Carl Sagan once advised the public to “never underestimate the power of exponential.” It was sound advice. Unfortunately, as with so much other wise counsel, it is easy to dismiss.
You shouldn’t.
Consider just a few recent examples of exponential growth. In 1998, a small Silicon Valley start-up was conducting 25 million web-based searches a day. The company had developed an impressive technology but it hardly seemed transformative in nature. Ten years of exponential growth later, however, and Google has changed everything from how people get their news and entertainment to how politics and health care are practiced.
Wikipedia offers yet another example of exponential growth. Who amongst us could have imagined in 2001 when the first 100 Wikipedia entries were placed on the Internet that within six years the site–which relies on free labor no less–would become the most widely used informational source in stop-ed-info.com?
It would be easy to believe that Google and Wikipedia are unique and, as such, represent one-time anomalies. They are not.
Ironically, if you type the word “exponential” into Google, the first search item that comes up is an entry from Wikipedia. If one then clicks on the list of “exponential topics” at the bottom of the definition there is an odd looking word: zenzizenzizenzic.
The term is defined as a number to its eighth power. Thus, the zenzizenzizenzic of 2 is 2(8)–or 256.
Now zenzizenzizenzic might seem like a rather innocent concept, but recall that Google and Wikipedia both experienced zenzizenzizenzic-like growth and, in the process, transformed a number of industries; and, in the coming decade, so too will a number of other emerging technologies.
Consider, for example, that earlier this month Intel Corporation announced it had successfully doubled–to 2 billion–the number of transistors it has crammed onto its next-generation computer chip.
The real world manifestation of Intel’s zenzizenzizenzic is that we can now purchase a computer over 200 times more powerful than the one we bought a 1997–at one-third the cost.
Moreover, because the semiconductor industry will likely continue its little trick of effectively doubling the number of transistors it can place on a computer chip every 18 months this implies that by 2020 the zenzizenzizenzic of today’s 2 billion transistor could morph into a 500 billion transistor computer chip. Try wrapping your mind around what such super-powerful computers might enable us to do and achieve.
Exponential growth, though, is not simply limited to the computer and Internet industries. Data storage, bandwidth, gene sequencing and even the growth of synthetic diamonds are all expected to undergo zenzizenzizenzic progression in the coming decade.

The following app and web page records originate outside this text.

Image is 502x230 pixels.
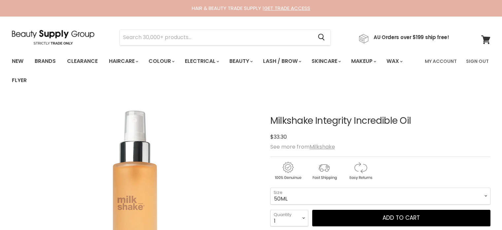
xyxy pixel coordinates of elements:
[7,73,32,87] a: Flyer
[30,54,61,68] a: Brands
[310,143,335,150] a: Milkshake
[346,54,381,68] a: Makeup
[144,54,179,68] a: Colour
[62,54,103,68] a: Clearance
[104,54,142,68] a: Haircare
[383,213,420,221] span: Add to cart
[382,54,407,68] a: Wax
[343,161,378,181] img: returns.gif
[271,209,309,226] select: Quantity
[258,54,306,68] a: Lash / Brow
[4,5,499,12] div: HAIR & BEAUTY TRADE SUPPLY |
[421,54,461,68] a: My Account
[264,5,310,12] a: GET TRADE ACCESS
[180,54,223,68] a: Electrical
[462,54,493,68] a: Sign Out
[313,30,331,45] button: Search
[7,54,28,68] a: New
[271,133,287,140] span: $33.30
[271,143,335,150] span: See more from
[225,54,257,68] a: Beauty
[469,199,496,223] iframe: Gorgias live chat messenger
[120,30,313,45] input: Search
[271,161,306,181] img: genuine.gif
[7,52,421,90] ul: Main menu
[271,116,491,126] h1: Milkshake Integrity Incredible Oil
[307,54,345,68] a: Skincare
[307,161,342,181] img: shipping.gif
[312,209,491,226] button: Add to cart
[4,52,499,90] nav: Main
[120,29,331,45] form: Product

In fact these fields are just the tip of the proverbial iceberg. According to Gartner Research, the field rapid prototype manufacturing (i.e. machines which can physically print objects) will grow more than 100-fold. And in the past few months, researchers in Finland have replaced a patient’s lower jaw with synthetic material growth from stem cells; researchers at the University of Minnesota have successfully demonstrated that they could grow a beating rat heart from living cells; and self-driven robotic cars have successfully navigated through an urban environment. Progress in these fields will not stop.
It has been said that the future is here, it is just unevenly distributed. This is true and if one studies the amazing technological progress occurring in information technology, biotechnology, nanotechnology, neurotechnology and robotics and then applies the power of zenzizenzizenzic to these advances, it is easy to understand how it would behoove us all to reconsider Carl Sagan’s sage advice.
Interested in reading some exponentially-related posts? Check these past musings by Jack Uldrich:
57 Years is Now Just 41 Days
The Accelerating Pace of Disruption
Don’t Incrementalize Yourself Into the Future
Dangerous Curves Ahead
Exponential Evolution
Pong and the Future of the President’s Brain
Do You Believe in the Tooth Fairy?
Einstein, Intel and All the Rice in China
Jack Uldrich is a writer, futurist, public speaker and host of jumpthecurve.net. He is the author of seven books, including Jump the Curve and The Next Big Thing is Really Small: How Nanotechnology Will Change the Future of Your Business. He is also a frequent speaker on future technology and future trends, nanotechnology, robotics, RFID, innovation, change management and executive leadership to a variety of businesses, industries and non-profit organizations and trade associations.